If you are anything like me, you did three very typical things this past New Year’s Eve. You drank a little too much champagne, you watched the giant disco ball drop over Time’s Square on TV and you determinedly and optimistically made a whole bunch of resolutions for 2018.
OK, maybe your first two things were different, but according to recent studies, a whopping 60% of the population makes the infamous (play dramatic music here) New. Year’s. Resolutions.
Different Year, Same Resolutions
Do any of these sound familiar?
I will quit smoking
I will get a gym membership and go more than 3 times (a year)
I will lose weight
I will serve my family healthy homemade dinners EVERY night (no more Taco Bell!)
I will be nicer to my mother-mother-in-law
I will cut up my credit cards
Any one of these resolutions requires incredible energy and steadfast determination to keep. Attempting 2 or more of them at once? That has failure written all over it.
And yet, every year, we find ourselves waiting for January 1st to embark on what technically constitutes radical changes in our lives. Mentally and emotionally, we feel like we wake up on that date with a suddenly clean slate. No matter what our mistakes were in the past year, no matter how many times we fell off the wagon or how many Hershey bars we devoured, we look to the new year with hope and renewed vigor.
Hey! How’s it Going?
It is now a couple of weeks into the New Year. So…how are those resolutions working out for you? For me, not so much. However, the information I discovered while researching this article has made me feel much better about not sticking to my resolutions this year (or last year, or the year before that…).
According to some experts, resolutions fail because most people aren’t necessarily ready or in the right frame of mind to make drastic life changes just because the year changes.
In other words, it’s a lot more important to evaluate where you are in life than when you are in life. If January 1st happens to fall during a particularly stressful time in your life (death of a loved one, a break-up or divorce, moving houses, etc.) it’s probably not the best time to try to quit smoking or lose weight. Although there is never a perfect time, there is definitely such a thing as the absolutely wrong time.
Another reason resolutions fail, is that we set unrealistic goals and unachievable expectations for ourselves. We make grandiose plans for change as if January 1st has magical properties that will suddenly imbue us with unlimited discipline and will power. Newsflash: it doesn’t!
How you view yourself also has a direct effect on how well you stick to your resolutions. If your goals work in opposition to how you feel about yourself or engrained personality traits, your resolutions will likely fail.
For example, if your resolution is to make 10 new friends by February 1st, but you are painfully shy, chances are you will not achieve this. Furthermore, that failure will make you feel even worse about yourself thus making it even harder to meet new people.
Perhaps a better and more realistic resolution is to first get help in overcoming your shyness. Once you have that under control, the goal of making new friends becomes more achievable.
Unrealistic expectations also lead to resolution failure. You may have it in the back of your mind that if you just lose weight or land a better job, you will automatically become a happier person.
Let’s say you drop 30 lbs. or hook a great new job by the middle of, say, March, but that giant wave of happiness you expected doesn’t come. You realize with dismay that although you have put in great effort, your life has pretty much remained the same as before. You are now in danger of the “what’s the point, anyway” resolution pitfall which may cause you to revert to your old harmful behaviors.
How to go from Resolution Woes to Resolution Wows!
Let’s face it. No matter how much I warn you against it, come next December 31 you will surely be getting ready to once again enter the dreaded resolution game (confession: I know I will!).
So here are some tips that will help you actually stick to your resolutions and achieve your goals.
- Select a date other than January 1st to start your journey, that way any day is the right day to change!
- Pick only ONE resolution to focus on.
- Set small, specific goals to be achieved within a reasonable amount of time.
- Pick a friend to be accountable to during your journey or better yet, buddy up with someone who is also headed that way!
- Stick to your plan even if it seems that progress is slow. According to medical studies, it takes weeks of new behavior and thought patterns to re-wire the neutrons in your brain that caused the old ones.
- Celebrate your victories along the way!
- Focus on the here and now and live in the moment; ask yourself, what can I do right now to achieve my goal.
- Don’t dwell on past mistakes. Every new moment is a chance to start again.
It seems I have found a new resolution to make this year: I will definitely follow these tips when I make my resolutions next year!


[What you have to do] Only a single number is expected: how many lines of the data hold the word "span".
*** Data for the task ***
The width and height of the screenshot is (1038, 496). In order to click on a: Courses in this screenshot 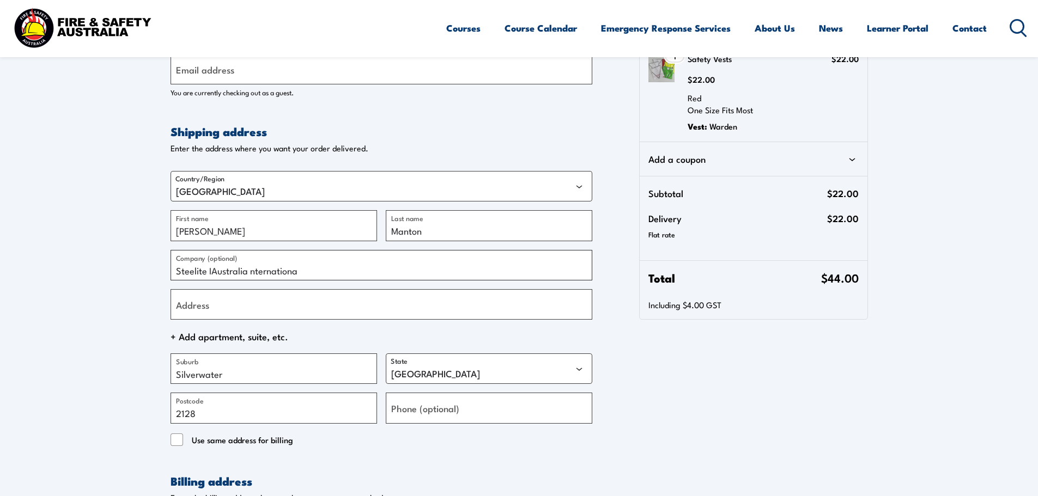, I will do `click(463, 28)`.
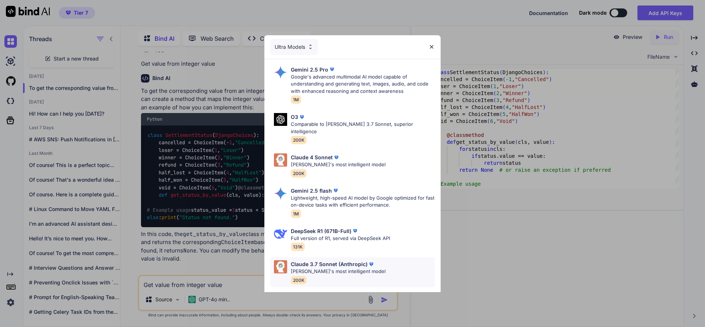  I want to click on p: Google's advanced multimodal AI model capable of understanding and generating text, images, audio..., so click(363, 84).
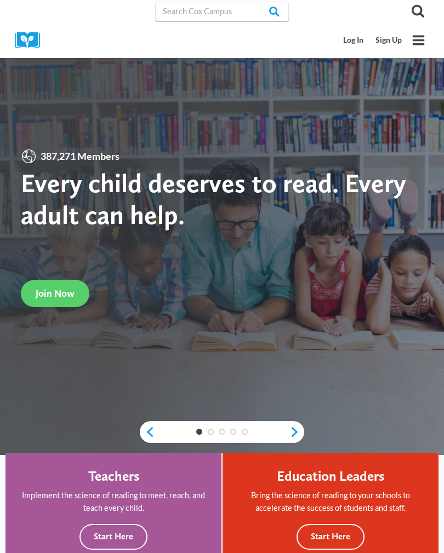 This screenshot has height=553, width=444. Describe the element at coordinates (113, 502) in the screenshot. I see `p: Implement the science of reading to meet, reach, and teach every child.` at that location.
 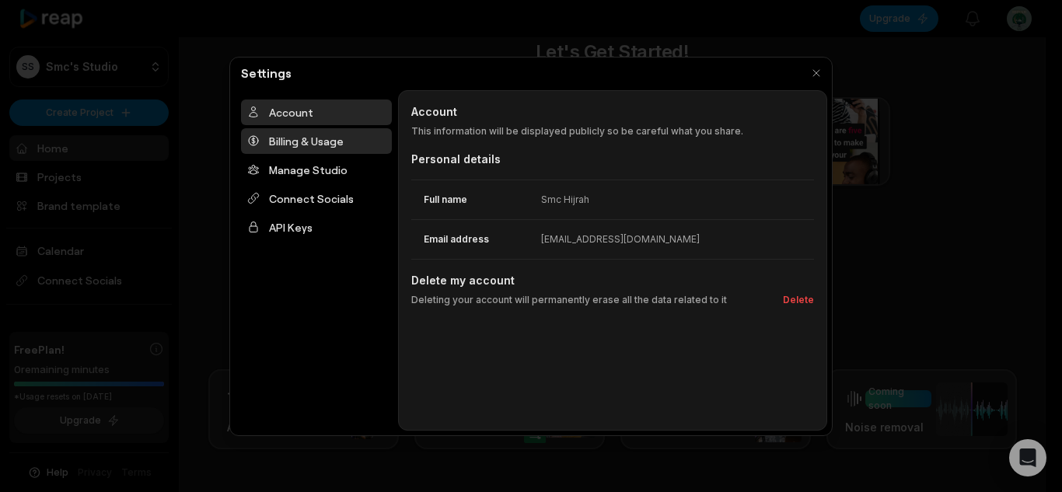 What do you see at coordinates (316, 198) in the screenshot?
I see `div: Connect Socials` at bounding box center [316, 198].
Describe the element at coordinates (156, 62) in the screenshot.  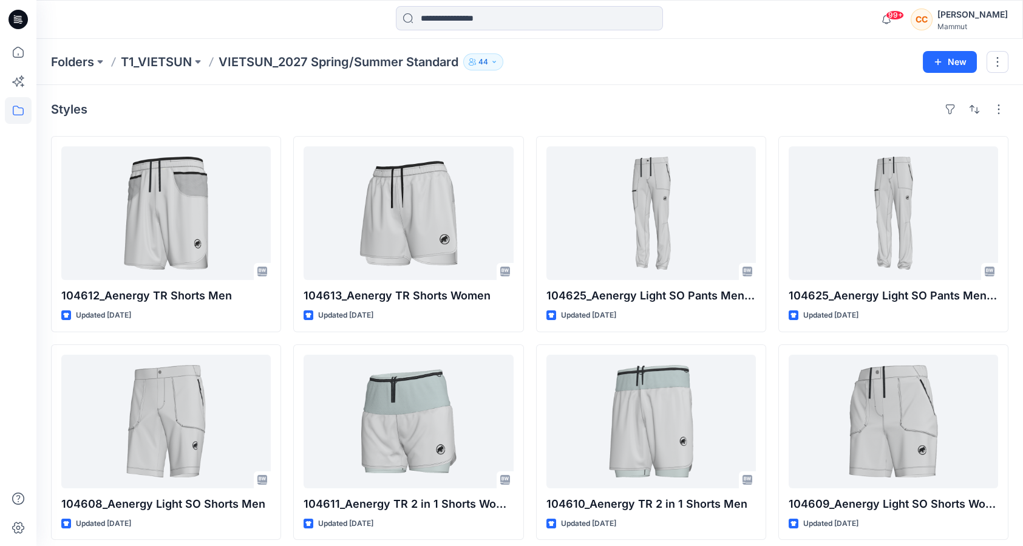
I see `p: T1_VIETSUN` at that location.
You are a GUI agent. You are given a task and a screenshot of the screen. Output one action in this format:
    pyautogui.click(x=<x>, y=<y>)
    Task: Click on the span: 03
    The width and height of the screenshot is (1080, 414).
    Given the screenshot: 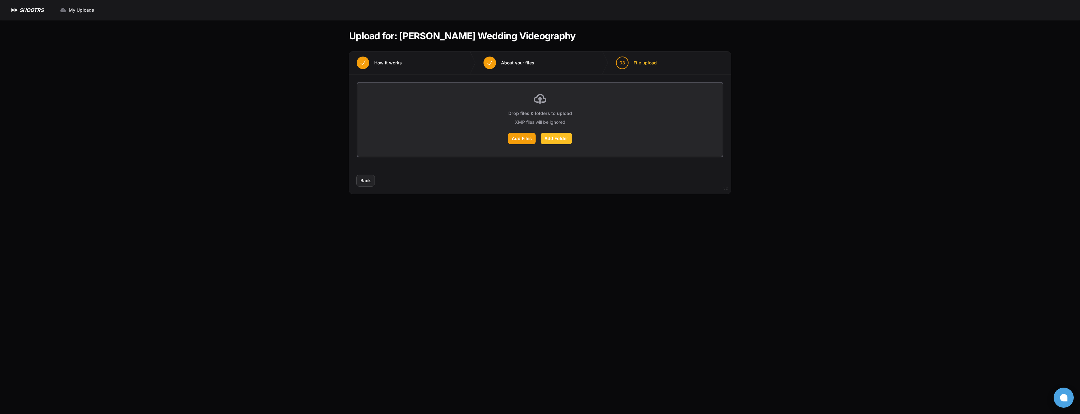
***
*** Data for the task ***
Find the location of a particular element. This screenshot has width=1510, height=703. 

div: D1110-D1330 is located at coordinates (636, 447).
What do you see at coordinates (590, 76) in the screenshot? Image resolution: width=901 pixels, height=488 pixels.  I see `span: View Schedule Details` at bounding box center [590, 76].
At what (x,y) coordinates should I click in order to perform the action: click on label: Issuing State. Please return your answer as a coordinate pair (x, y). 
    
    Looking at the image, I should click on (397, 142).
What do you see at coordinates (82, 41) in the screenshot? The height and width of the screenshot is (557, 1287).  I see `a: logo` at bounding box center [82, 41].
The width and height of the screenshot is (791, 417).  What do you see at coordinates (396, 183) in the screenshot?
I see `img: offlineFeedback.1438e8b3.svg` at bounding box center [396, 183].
***
*** Data for the task ***
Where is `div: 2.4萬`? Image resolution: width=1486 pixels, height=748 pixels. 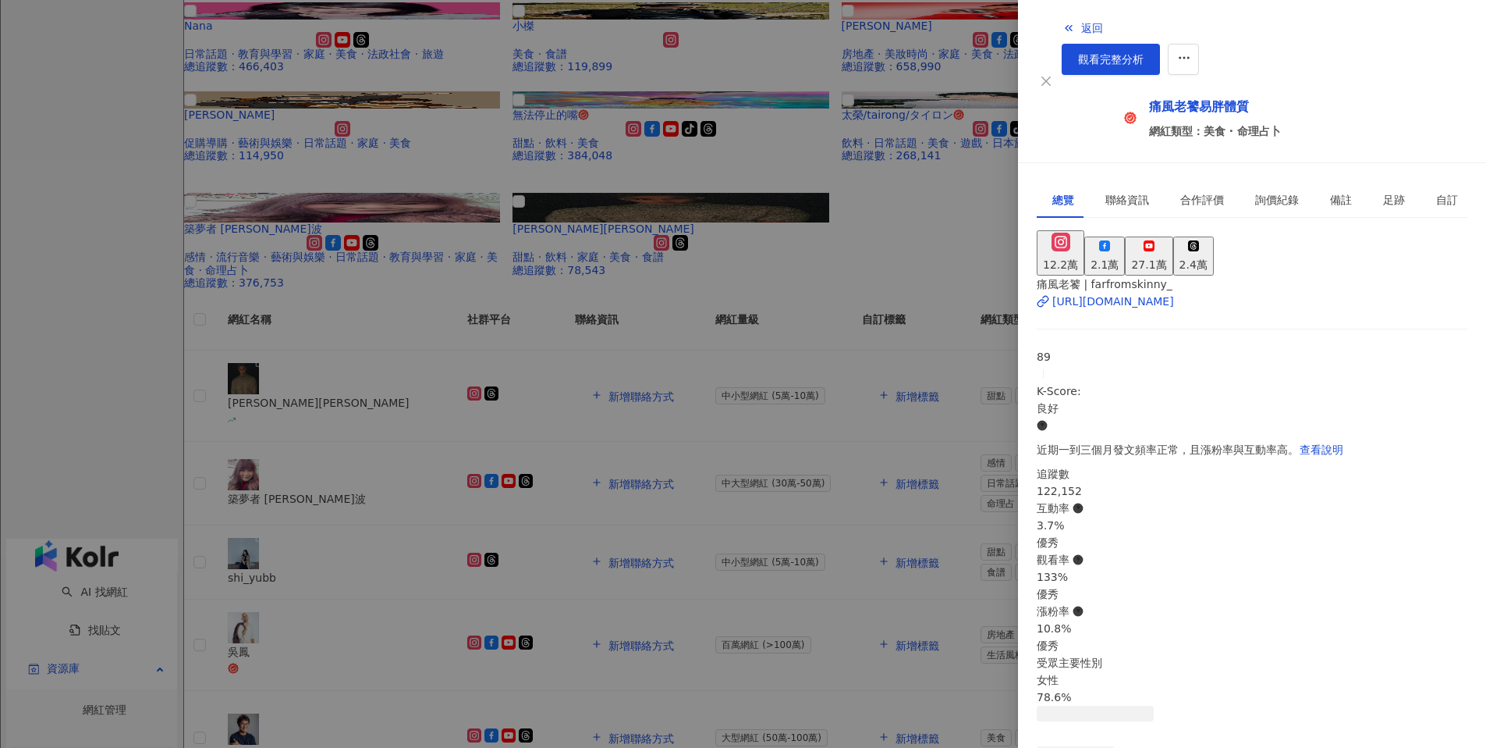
***
[Reply] 2